04-10-2020, 02:29
Cineworld are closing all their cinemas this week and probably won't open again until 2021:
https://variety.com/2020/film/global/cin...234791728/
Thanks for everything Boris you fat lard arse, I wanted to watch No Time To Die.
Quote:Cineworld is shuttering all 543 of its Regal Cinema venues in the U.S. and all cinemas across the U.K. and Ireland this coming week, just a day after James Bond film “No Time to Die” was pushed to April 2021.
Variety understands from sources that the chain will close all sites in both countries as early as this week, with staff notified ahead of Monday. Regal is the second largest domestic chain in the U.S., while Cineworld is the U.K.’s biggest cinema operator.
In the U.K., Cineworld, which declined to comment, is understood to be writing to Prime Minister Boris Johnson and Culture Secretary Oliver Dowden this weekend to explain that the exhibition sector is “unviable” due to studios delaying tentpoles as a result of anxious audiences steering clear of cinemas amid the global pandemic. The Cineworld closures will put up to 5,500 jobs at risk in the U.K.
Sources indicate a reopening date hasn’t yet been set, but cinemas could stay closed until 2021.
The swift move by the Mooky Greidinger-run chain, whose U.K. closures were first reported by The Sunday Times, follows Friday’s bombshell Bond announcement. Though there had been speculation that “No Time to Die” could move from its Nov. 12 and Nov. 20 slots in the U.K. and North America, respectively, many in the industry, including several global exhibition bosses, believed it would ultimately hold firm. Its new date of April 2, 2021, has come as a distressing shock to the exhibition sector, which is starved of vital blockbusters to bring audiences back to movie theaters.
https://variety.com/2020/film/global/cin...234791728/
Thanks for everything Boris you fat lard arse, I wanted to watch No Time To Die.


#### Required work:
Wherever an image appears in the entries, drop it and reproduce everything else exactly.

────

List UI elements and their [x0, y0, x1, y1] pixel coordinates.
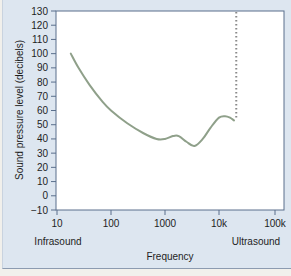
x-axis-ticks: 10100100010k100k	[51, 210, 286, 229]
hearing-threshold-chart: 1301201101009080706050403020100−10 10100…	[0, 0, 291, 276]
y-tick-label: 0	[42, 190, 48, 201]
x-tick-label: 100	[103, 218, 120, 229]
y-tick-label: 50	[37, 119, 49, 130]
y-tick-label: 10	[37, 176, 49, 187]
x-tick-label: 10k	[211, 218, 228, 229]
y-tick-label: 70	[37, 91, 49, 102]
y-tick-label: −10	[31, 205, 48, 216]
y-axis-ticks: 1301201101009080706050403020100−10	[31, 6, 56, 216]
y-tick-label: 90	[37, 62, 49, 73]
y-tick-label: 80	[37, 77, 49, 88]
y-tick-label: 130	[31, 6, 48, 17]
infrasound-label: Infrasound	[34, 236, 81, 247]
y-tick-label: 60	[37, 105, 49, 116]
y-tick-label: 20	[37, 162, 49, 173]
ultrasound-label: Ultrasound	[232, 236, 280, 247]
x-tick-label: 10	[51, 218, 63, 229]
x-axis-title: Frequency	[146, 251, 193, 262]
x-tick-label: 1000	[154, 218, 177, 229]
y-tick-label: 30	[37, 148, 49, 159]
x-tick-label: 100k	[264, 218, 287, 229]
y-tick-label: 40	[37, 133, 49, 144]
y-tick-label: 120	[31, 20, 48, 31]
y-tick-label: 100	[31, 48, 48, 59]
y-axis-title: Sound pressure level (decibels)	[14, 40, 25, 180]
y-tick-label: 110	[32, 34, 48, 45]
plot-area	[56, 11, 284, 210]
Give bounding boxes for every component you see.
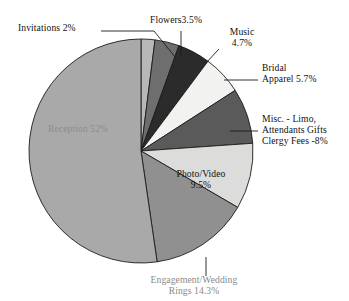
leader-line-music xyxy=(205,49,219,64)
label-invitations: Invitations 2% xyxy=(18,22,76,33)
label-misc-line3: Clergy Fees -8% xyxy=(262,135,328,146)
pie-chart-svg xyxy=(0,0,349,301)
label-music: Music 4.7% xyxy=(215,26,269,48)
label-music-line1: Music xyxy=(215,26,269,37)
pie-slice-reception xyxy=(29,39,157,263)
label-rings-line1: Engagement/Wedding xyxy=(136,274,252,285)
label-misc-line1: Misc. - Limo, xyxy=(262,113,328,124)
label-flowers-text: Flowers3.5% xyxy=(150,14,202,25)
label-reception-text: Reception 52% xyxy=(48,123,108,134)
label-misc-line2: Attendants Gifts xyxy=(262,124,328,135)
label-bridal-line1: Bridal xyxy=(262,62,316,73)
label-reception: Reception 52% xyxy=(48,123,108,134)
label-photo-line2: 9.5% xyxy=(158,179,244,190)
label-photo-line1: Photo/Video xyxy=(158,168,244,179)
label-bridal-line2: Apparel 5.7% xyxy=(262,73,316,84)
pie-chart: Invitations 2% Flowers3.5% Music 4.7% Br… xyxy=(0,0,349,301)
label-misc: Misc. - Limo, Attendants Gifts Clergy Fe… xyxy=(262,113,328,146)
label-engagement-wedding-rings: Engagement/Wedding Rings 14.3% xyxy=(136,274,252,296)
label-photo-video: Photo/Video 9.5% xyxy=(158,168,244,190)
pie-slices xyxy=(29,39,253,263)
label-bridal-apparel: Bridal Apparel 5.7% xyxy=(262,62,316,84)
label-flowers: Flowers3.5% xyxy=(150,14,202,25)
label-music-line2: 4.7% xyxy=(215,37,269,48)
label-invitations-text: Invitations 2% xyxy=(18,22,76,33)
label-rings-line2: Rings 14.3% xyxy=(136,285,252,296)
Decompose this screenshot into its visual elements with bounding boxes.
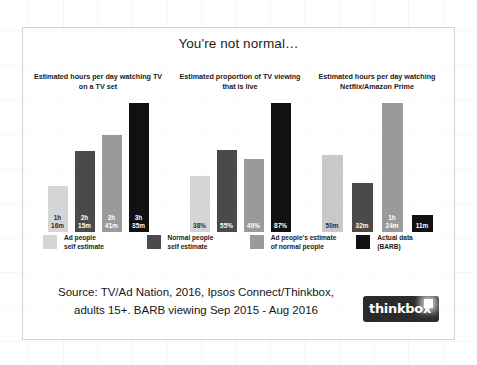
legend-item: Normal people self estimate <box>143 234 248 252</box>
page-title: You're not normal… <box>23 36 454 51</box>
legend-label: Ad people's estimate of normal people <box>271 234 337 252</box>
source-note: Source: TV/Ad Nation, 2016, Ipsos Connec… <box>35 284 357 320</box>
legend-item: Actual data (BARB) <box>354 234 449 252</box>
chart-panel-live-viewing: Estimated proportion of TV viewing that … <box>175 72 305 232</box>
thinkbox-logo: thinkbox <box>363 296 439 322</box>
bar-value-label: 38% <box>193 222 206 232</box>
legend-swatch <box>356 235 370 249</box>
legend-swatch <box>250 235 264 249</box>
legend-label: Actual data (BARB) <box>377 234 413 252</box>
bar: 32m <box>352 183 373 232</box>
bar: 1h 16m <box>48 186 68 232</box>
bar: 55% <box>217 150 237 232</box>
bar: 50m <box>322 155 343 232</box>
bar-value-label: 1h 24m <box>386 214 399 232</box>
bar-value-label: 32m <box>356 222 369 232</box>
panel-title: Estimated hours per day watching TV on a… <box>33 72 163 92</box>
legend-swatch <box>43 235 57 249</box>
bar: 3h 35m <box>129 103 149 232</box>
bar-plot: 1h 16m2h 15m2h 41m3h 35m <box>33 94 163 232</box>
bar-value-label: 49% <box>247 222 260 232</box>
bar-value-label: 50m <box>326 222 339 232</box>
panel-title: Estimated proportion of TV viewing that … <box>175 72 305 92</box>
bar-value-label: 3h 35m <box>132 214 145 232</box>
thinkbox-wordmark: thinkbox <box>369 301 431 316</box>
bar: 87% <box>271 103 291 232</box>
chart-legend: Ad people self estimate Normal people se… <box>31 234 449 268</box>
bar: 11m <box>412 215 433 232</box>
panel-title: Estimated hours per day watching Netflix… <box>305 72 449 92</box>
legend-label: Normal people self estimate <box>168 234 214 252</box>
bar-value-label: 1h 16m <box>51 214 64 232</box>
slide-frame: You're not normal… Estimated hours per d… <box>22 27 455 340</box>
legend-swatch <box>147 235 161 249</box>
bar-value-label: 11m <box>416 222 428 232</box>
bar-value-label: 55% <box>220 222 233 232</box>
legend-item: Ad people's estimate of normal people <box>248 234 355 252</box>
bar: 2h 15m <box>75 151 95 232</box>
bar: 2h 41m <box>102 135 122 232</box>
chart-panel-svod: Estimated hours per day watching Netflix… <box>305 72 449 232</box>
legend-label: Ad people self estimate <box>64 234 104 252</box>
bar-plot: 50m32m1h 24m11m <box>305 94 449 232</box>
chart-panel-tv-set: Estimated hours per day watching TV on a… <box>33 72 163 232</box>
bar-value-label: 2h 41m <box>105 214 118 232</box>
legend-item: Ad people self estimate <box>31 234 143 252</box>
bar: 1h 24m <box>382 103 403 232</box>
bar: 49% <box>244 159 264 232</box>
bar-value-label: 2h 15m <box>78 214 91 232</box>
bar-plot: 38%55%49%87% <box>175 94 305 232</box>
bar-value-label: 87% <box>274 222 287 232</box>
bar: 38% <box>190 176 210 232</box>
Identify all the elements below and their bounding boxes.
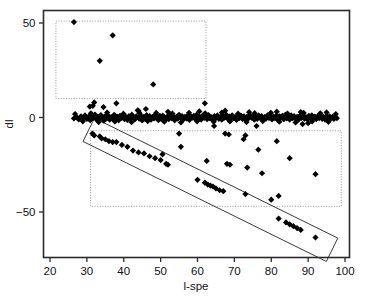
x-axis-title: l-spe: [184, 280, 209, 292]
x-tick-label-60: 60: [191, 265, 204, 277]
y-tick-label--50: −50: [16, 206, 36, 218]
y-tick-label-50: 50: [23, 17, 36, 29]
x-tick-label-50: 50: [154, 265, 167, 277]
figure-background: [0, 0, 365, 300]
x-tick-label-70: 70: [228, 265, 241, 277]
x-tick-label-80: 80: [265, 265, 278, 277]
scatter-plot-figure: 2030405060708090100500−50 l-spe dl: [0, 0, 365, 300]
plot-canvas: 2030405060708090100500−50 l-spe dl: [0, 0, 365, 300]
x-tick-label-90: 90: [302, 265, 315, 277]
y-tick-label-0: 0: [29, 112, 35, 124]
x-tick-label-20: 20: [44, 265, 57, 277]
y-axis-title: dl: [3, 120, 15, 129]
x-tick-label-40: 40: [117, 265, 130, 277]
x-tick-label-30: 30: [80, 265, 93, 277]
x-tick-label-100: 100: [335, 265, 354, 277]
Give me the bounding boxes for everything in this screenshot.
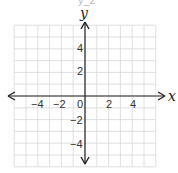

────

#### Answer space:
List UI elements and their [x0, y0, x1, y1] pixel coordinates.
x-axis-ticks: 10100100010k100k	[51, 210, 286, 229]
hearing-threshold-chart: 1301201101009080706050403020100−10 10100…	[0, 0, 291, 276]
y-tick-label: 0	[42, 190, 48, 201]
x-tick-label: 100	[103, 218, 120, 229]
y-tick-label: 50	[37, 119, 49, 130]
y-tick-label: 10	[37, 176, 49, 187]
x-tick-label: 10k	[211, 218, 228, 229]
y-tick-label: 70	[37, 91, 49, 102]
y-tick-label: −10	[31, 205, 48, 216]
y-axis-ticks: 1301201101009080706050403020100−10	[31, 6, 56, 216]
y-tick-label: 90	[37, 62, 49, 73]
y-tick-label: 80	[37, 77, 49, 88]
y-tick-label: 130	[31, 6, 48, 17]
infrasound-label: Infrasound	[34, 236, 81, 247]
y-tick-label: 60	[37, 105, 49, 116]
y-tick-label: 20	[37, 162, 49, 173]
ultrasound-label: Ultrasound	[232, 236, 280, 247]
x-tick-label: 10	[51, 218, 63, 229]
x-axis-title: Frequency	[146, 251, 193, 262]
x-tick-label: 1000	[154, 218, 177, 229]
y-tick-label: 30	[37, 148, 49, 159]
x-tick-label: 100k	[264, 218, 287, 229]
y-tick-label: 40	[37, 133, 49, 144]
y-tick-label: 120	[31, 20, 48, 31]
y-tick-label: 100	[31, 48, 48, 59]
y-axis-title: Sound pressure level (decibels)	[14, 40, 25, 180]
y-tick-label: 110	[32, 34, 48, 45]
plot-area	[56, 11, 284, 210]
Give bounding boxes for every component you see.
leader-line-music xyxy=(205,49,219,64)
label-invitations: Invitations 2% xyxy=(18,22,76,33)
label-misc-line3: Clergy Fees -8% xyxy=(262,135,328,146)
pie-chart-svg xyxy=(0,0,349,301)
label-music: Music 4.7% xyxy=(215,26,269,48)
label-music-line1: Music xyxy=(215,26,269,37)
pie-slice-reception xyxy=(29,39,157,263)
label-rings-line1: Engagement/Wedding xyxy=(136,274,252,285)
label-misc-line1: Misc. - Limo, xyxy=(262,113,328,124)
label-flowers-text: Flowers3.5% xyxy=(150,14,202,25)
label-reception-text: Reception 52% xyxy=(48,123,108,134)
label-misc-line2: Attendants Gifts xyxy=(262,124,328,135)
label-bridal-line1: Bridal xyxy=(262,62,316,73)
label-reception: Reception 52% xyxy=(48,123,108,134)
label-photo-line2: 9.5% xyxy=(158,179,244,190)
label-photo-line1: Photo/Video xyxy=(158,168,244,179)
label-bridal-line2: Apparel 5.7% xyxy=(262,73,316,84)
pie-chart: Invitations 2% Flowers3.5% Music 4.7% Br… xyxy=(0,0,349,301)
label-misc: Misc. - Limo, Attendants Gifts Clergy Fe… xyxy=(262,113,328,146)
label-engagement-wedding-rings: Engagement/Wedding Rings 14.3% xyxy=(136,274,252,296)
label-photo-video: Photo/Video 9.5% xyxy=(158,168,244,190)
pie-slices xyxy=(29,39,253,263)
label-bridal-apparel: Bridal Apparel 5.7% xyxy=(262,62,316,84)
label-flowers: Flowers3.5% xyxy=(150,14,202,25)
label-music-line2: 4.7% xyxy=(215,37,269,48)
label-invitations-text: Invitations 2% xyxy=(18,22,76,33)
label-rings-line2: Rings 14.3% xyxy=(136,285,252,296)
Decompose this screenshot into its visual elements with bounding boxes.
legend-item: Normal people self estimate <box>143 234 248 252</box>
page-title: You're not normal… <box>23 36 454 51</box>
legend-label: Ad people's estimate of normal people <box>271 234 337 252</box>
source-note: Source: TV/Ad Nation, 2016, Ipsos Connec… <box>35 284 357 320</box>
legend-item: Actual data (BARB) <box>354 234 449 252</box>
chart-panel-live-viewing: Estimated proportion of TV viewing that … <box>175 72 305 232</box>
thinkbox-logo: thinkbox <box>363 296 439 322</box>
bar-value-label: 38% <box>193 222 206 232</box>
legend-swatch <box>356 235 370 249</box>
legend-swatch <box>250 235 264 249</box>
legend-label: Actual data (BARB) <box>377 234 413 252</box>
bar: 32m <box>352 183 373 232</box>
bar: 1h 16m <box>48 186 68 232</box>
bar: 55% <box>217 150 237 232</box>
bar: 50m <box>322 155 343 232</box>
bar-value-label: 1h 24m <box>386 214 399 232</box>
bar-value-label: 32m <box>356 222 369 232</box>
panel-title: Estimated hours per day watching TV on a… <box>33 72 163 92</box>
legend-swatch <box>43 235 57 249</box>
bar: 3h 35m <box>129 103 149 232</box>
bar-plot: 1h 16m2h 15m2h 41m3h 35m <box>33 94 163 232</box>
bar-value-label: 49% <box>247 222 260 232</box>
bar-value-label: 50m <box>326 222 339 232</box>
panel-title: Estimated proportion of TV viewing that … <box>175 72 305 92</box>
bar-value-label: 3h 35m <box>132 214 145 232</box>
thinkbox-wordmark: thinkbox <box>369 301 431 316</box>
bar: 87% <box>271 103 291 232</box>
chart-legend: Ad people self estimate Normal people se… <box>31 234 449 268</box>
bar: 11m <box>412 215 433 232</box>
panel-title: Estimated hours per day watching Netflix… <box>305 72 449 92</box>
legend-label: Normal people self estimate <box>168 234 214 252</box>
bar-value-label: 1h 16m <box>51 214 64 232</box>
slide-frame: You're not normal… Estimated hours per d… <box>22 27 455 340</box>
legend-swatch <box>147 235 161 249</box>
bar-value-label: 11m <box>416 222 428 232</box>
bar-value-label: 55% <box>220 222 233 232</box>
legend-item: Ad people's estimate of normal people <box>248 234 355 252</box>
bar: 2h 15m <box>75 151 95 232</box>
bar: 2h 41m <box>102 135 122 232</box>
chart-panel-svod: Estimated hours per day watching Netflix… <box>305 72 449 232</box>
legend-label: Ad people self estimate <box>64 234 104 252</box>
bar-plot: 50m32m1h 24m11m <box>305 94 449 232</box>
chart-panel-tv-set: Estimated hours per day watching TV on a… <box>33 72 163 232</box>
bar-value-label: 2h 41m <box>105 214 118 232</box>
legend-item: Ad people self estimate <box>31 234 143 252</box>
bar: 1h 24m <box>382 103 403 232</box>
bar: 49% <box>244 159 264 232</box>
bar-value-label: 2h 15m <box>78 214 91 232</box>
bar-plot: 38%55%49%87% <box>175 94 305 232</box>
bar-value-label: 87% <box>274 222 287 232</box>
bar: 38% <box>190 176 210 232</box>
Identify all the elements below and their bounding boxes.
x-axis-title: l-spe: [184, 280, 209, 292]
x-tick-label-60: 60: [191, 265, 204, 277]
y-tick-label--50: −50: [16, 206, 36, 218]
y-tick-label-50: 50: [23, 17, 36, 29]
x-tick-label-50: 50: [154, 265, 167, 277]
figure-background: [0, 0, 365, 300]
x-tick-label-70: 70: [228, 265, 241, 277]
x-tick-label-80: 80: [265, 265, 278, 277]
scatter-plot-figure: 2030405060708090100500−50 l-spe dl: [0, 0, 365, 300]
plot-canvas: 2030405060708090100500−50 l-spe dl: [0, 0, 365, 300]
x-tick-label-90: 90: [302, 265, 315, 277]
y-tick-label-0: 0: [29, 112, 35, 124]
x-tick-label-20: 20: [44, 265, 57, 277]
y-axis-title: dl: [3, 120, 15, 129]
x-tick-label-40: 40: [117, 265, 130, 277]
x-tick-label-30: 30: [80, 265, 93, 277]
x-tick-label-100: 100: [335, 265, 354, 277]
Give me the bounding boxes for everything in this screenshot.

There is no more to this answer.